The best practice is what works for you. For those of us with day jobs, or washing up to the ceiling, and children who insist on playing while you write, then it might be a few stolen hours in the bathroom.

My own detective thriller has been in the wings for some time now, there is a whole 9000 words of drama, with a daunting amount to go.

At the Desk
Earlier this year I decided to cut my working hours back to four days per week. This leaves my Fridays free for writing, a chance to explore my characters in greater detail, and discuss them with other likeminded writers. 

Writing can be a very isolating experience, formulating plots, building believable characters; hours go by without talking to a living person. Your characters become your family, your children take on new names, and the plot, the ever-increasing plot becomes your address, your living space is transformed to a world of fantasy, a castle ringed by a mighty forest, and charging crusaders.

Remember when we discussed making it a habit of writing 500 words per day for seven days culminating with 3500 words at the end of the week.

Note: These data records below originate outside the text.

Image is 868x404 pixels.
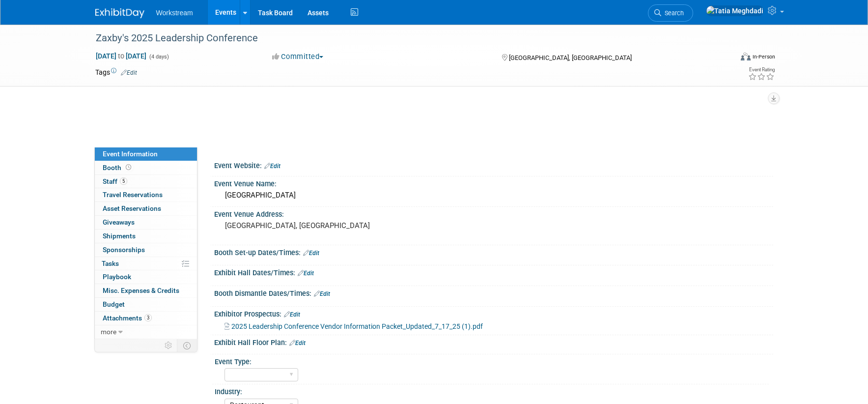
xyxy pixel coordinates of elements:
[752,53,775,61] div: In-Person
[95,216,197,229] a: Giveaways
[214,335,773,348] div: Exhibit Hall Floor Plan:
[103,287,180,294] span: Misc. Expenses & Credits
[156,9,193,17] span: Workstream
[95,271,197,283] a: Playbook
[101,328,116,336] span: more
[289,340,305,347] a: Edit
[264,163,281,170] a: Edit
[95,162,197,174] a: Booth
[95,257,197,271] a: Tasks
[221,188,766,203] div: [GEOGRAPHIC_DATA]
[103,314,152,322] span: Attachments
[102,260,119,267] span: Tasks
[103,300,124,308] span: Budget
[95,325,197,339] a: more
[177,339,197,352] td: Toggle Event Tabs
[214,176,773,189] div: Event Venue Name:
[95,243,197,257] a: Sponsorships
[215,355,769,367] div: Event Type:
[706,5,764,16] img: Tatia Meghdadi
[103,246,145,254] span: Sponsorships
[96,52,147,61] span: [DATE] [DATE]
[96,67,137,77] td: Tags
[124,164,133,171] span: Booth not reserved yet
[231,323,483,331] span: 2025 Leadership Conference Vendor Information Packet_Updated_7_17_25 (1).pdf
[103,205,161,212] span: Asset Reservations
[214,286,773,299] div: Booth Dismantle Dates/Times:
[120,178,127,185] span: 5
[298,270,314,277] a: Edit
[116,52,126,60] span: to
[95,230,197,243] a: Shipments
[95,175,197,189] a: Staff5
[225,323,483,331] a: 2025 Leadership Conference Vendor Information Packet_Updated_7_17_25 (1).pdf
[225,222,436,230] pre: [GEOGRAPHIC_DATA], [GEOGRAPHIC_DATA]
[748,67,775,72] div: Event Rating
[95,298,197,311] a: Budget
[95,312,197,325] a: Attachments3
[96,8,145,18] img: ExhibitDay
[303,250,320,257] a: Edit
[103,273,131,281] span: Playbook
[149,54,169,60] span: (4 days)
[145,314,152,322] span: 3
[95,202,197,215] a: Asset Reservations
[95,284,197,298] a: Misc. Expenses & Credits
[103,164,133,172] span: Booth
[648,5,693,22] a: Search
[103,150,157,158] span: Event Information
[214,307,773,320] div: Exhibitor Prospectus:
[214,245,773,258] div: Booth Set-up Dates/Times:
[121,69,137,76] a: Edit
[509,54,632,61] span: [GEOGRAPHIC_DATA], [GEOGRAPHIC_DATA]
[214,158,773,171] div: Event Website:
[675,51,776,66] div: Event Format
[103,191,163,199] span: Travel Reservations
[314,291,330,298] a: Edit
[214,207,773,220] div: Event Venue Address:
[92,30,718,47] div: Zaxby's 2025 Leadership Conference
[215,384,769,397] div: Industry:
[661,9,684,17] span: Search
[214,265,773,278] div: Exhibit Hall Dates/Times:
[284,311,300,318] a: Edit
[103,178,127,185] span: Staff
[95,189,197,201] a: Travel Reservations
[160,339,178,352] td: Personalize Event Tab Strip
[103,232,136,240] span: Shipments
[95,147,197,161] a: Event Information
[741,53,751,61] img: Format-Inperson.png
[268,52,327,62] button: Committed
[103,218,135,226] span: Giveaways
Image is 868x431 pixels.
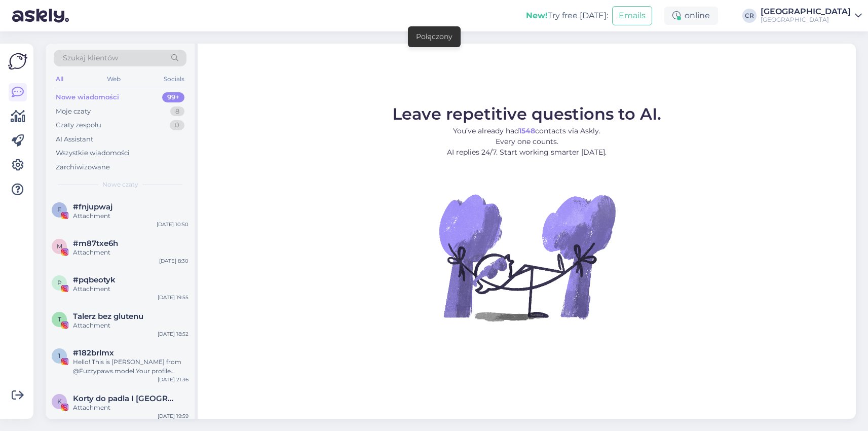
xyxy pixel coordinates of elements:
[63,53,118,64] span: Szukaj klientów
[73,202,112,212] span: #fnjupwaj
[158,376,189,383] div: [DATE] 21:36
[159,258,189,265] div: [DATE] 8:30
[73,212,189,221] div: Attachment
[58,398,62,405] span: K
[761,16,851,24] div: [GEOGRAPHIC_DATA]
[393,125,661,158] p: You’ve already had contacts via Askly. Every one counts. AI replies 24/7. Start working smarter [...
[170,107,185,116] div: 8
[664,7,719,25] div: online
[743,9,757,23] div: CR
[73,248,189,258] div: Attachment
[59,352,61,360] span: 1
[73,348,114,357] span: #182brlmx
[162,93,185,103] div: 99+
[761,8,862,24] a: [GEOGRAPHIC_DATA][GEOGRAPHIC_DATA]
[73,239,118,248] span: #m87txe6h
[73,394,178,403] span: Korty do padla I Szczecin
[73,285,189,294] div: Attachment
[56,148,130,158] div: Wszystkie wiadomości
[8,52,28,71] img: Askly Logo
[56,107,90,116] div: Moje czaty
[526,10,608,22] div: Try free [DATE]:
[102,180,138,189] span: Nowe czaty
[56,120,101,130] div: Czaty zespołu
[73,322,189,330] div: Attachment
[57,243,63,250] span: m
[417,32,452,42] div: Połączony
[56,93,119,103] div: Nowe wiadomości
[73,313,143,322] span: Talerz bez glutenu
[158,330,189,338] div: [DATE] 18:52
[526,11,548,20] b: New!
[73,276,115,285] span: #pqbeotyk
[162,73,187,86] div: Socials
[158,413,189,420] div: [DATE] 19:59
[158,294,189,302] div: [DATE] 19:55
[58,206,62,214] span: f
[56,134,93,144] div: AI Assistant
[157,221,189,228] div: [DATE] 10:50
[393,105,661,123] span: Leave repetitive questions to AI.
[58,279,62,287] span: p
[612,6,652,25] button: Emails
[73,357,189,376] div: Hello! This is [PERSON_NAME] from @Fuzzypaws.model Your profile caught our eye We are a world Fam...
[54,73,66,86] div: All
[170,120,185,130] div: 0
[519,126,535,135] b: 1548
[58,316,62,323] span: T
[56,162,110,172] div: Zarchiwizowane
[105,73,122,86] div: Web
[761,8,851,16] div: [GEOGRAPHIC_DATA]
[73,403,189,413] div: Attachment
[436,166,618,348] img: No Chat active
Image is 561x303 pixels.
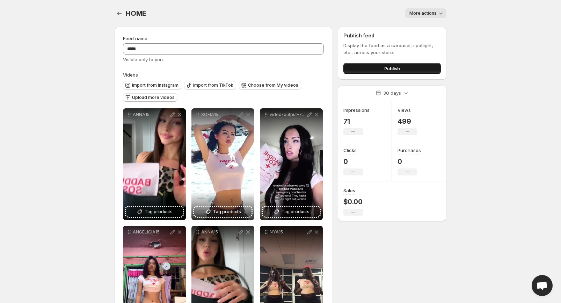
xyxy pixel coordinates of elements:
[201,112,238,117] p: SOFIA15
[343,147,357,154] h3: Clicks
[133,112,169,117] p: ANNA15
[193,82,233,88] span: Import from TikTok
[263,207,320,217] button: Tag products
[397,117,417,125] p: 499
[397,157,421,166] p: 0
[409,10,437,16] span: More actions
[123,57,164,62] span: Visible only to you.
[270,112,306,117] p: video-output-762E1D6F-2E45-4DEA-8DFD-AE153A422086-1 2
[126,9,146,17] span: HOME
[132,95,175,100] span: Upload more videos
[184,81,236,89] button: Import from TikTok
[343,117,370,125] p: 71
[115,8,124,18] button: Settings
[270,229,306,235] p: NYA15
[123,93,177,102] button: Upload more videos
[343,197,363,206] p: $0.00
[194,207,251,217] button: Tag products
[123,108,186,220] div: ANNA15Tag products
[123,81,181,89] button: Import from Instagram
[123,36,147,41] span: Feed name
[383,89,401,96] p: 30 days
[248,82,298,88] span: Choose from My videos
[126,207,183,217] button: Tag products
[123,72,138,78] span: Videos
[532,275,553,296] div: Open chat
[343,157,363,166] p: 0
[343,187,355,194] h3: Sales
[405,8,446,18] button: More actions
[384,65,400,72] span: Publish
[343,63,441,74] button: Publish
[397,147,421,154] h3: Purchases
[260,108,323,220] div: video-output-762E1D6F-2E45-4DEA-8DFD-AE153A422086-1 2Tag products
[145,208,173,215] span: Tag products
[343,42,441,56] p: Display the feed as a carousel, spotlight, etc., across your store.
[343,32,441,39] h2: Publish feed
[133,229,169,235] p: ANGELICIA15
[201,229,238,235] p: ANNA15
[397,107,411,114] h3: Views
[239,81,301,89] button: Choose from My videos
[132,82,178,88] span: Import from Instagram
[343,107,370,114] h3: Impressions
[213,208,241,215] span: Tag products
[191,108,254,220] div: SOFIA15Tag products
[282,208,309,215] span: Tag products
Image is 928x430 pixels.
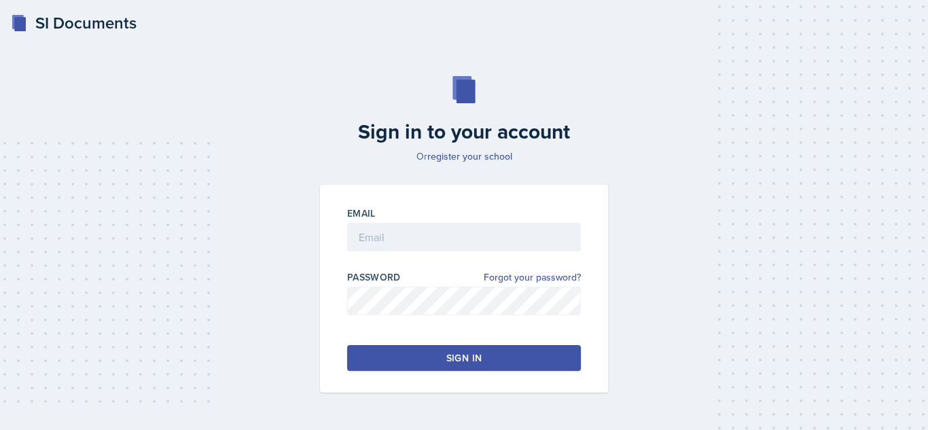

We decided that this exercise would not be re-read or edited in that week, it was pure writing. That exercise netted me the 9598 word framework for my murder mystery. Those words still have not been edited, but they have been re-read, and boy do they need some work.

You can do this too, set an intention to write a selected number of words per day that is comfortable for you. Don’t edit or read for a week, only once you meet your quota, do a functional edit, just to make sure you’re on the right track, and then start again.

Procrastination is a destroying rut to get into, and constant re-read and editing will lead you along that same procrastinating track. Perfection is not needed until the tale is told. You can spend millions of wasted hours changing a word here and a word there, only to find it made no difference in the long run.

Good luck with your own short stories, novels, and blogs over the coming weeks of November. I will be working on my first ever novel, and I’ll keep you posted with the progress. As I say, don’t wait for the right time to write, start today.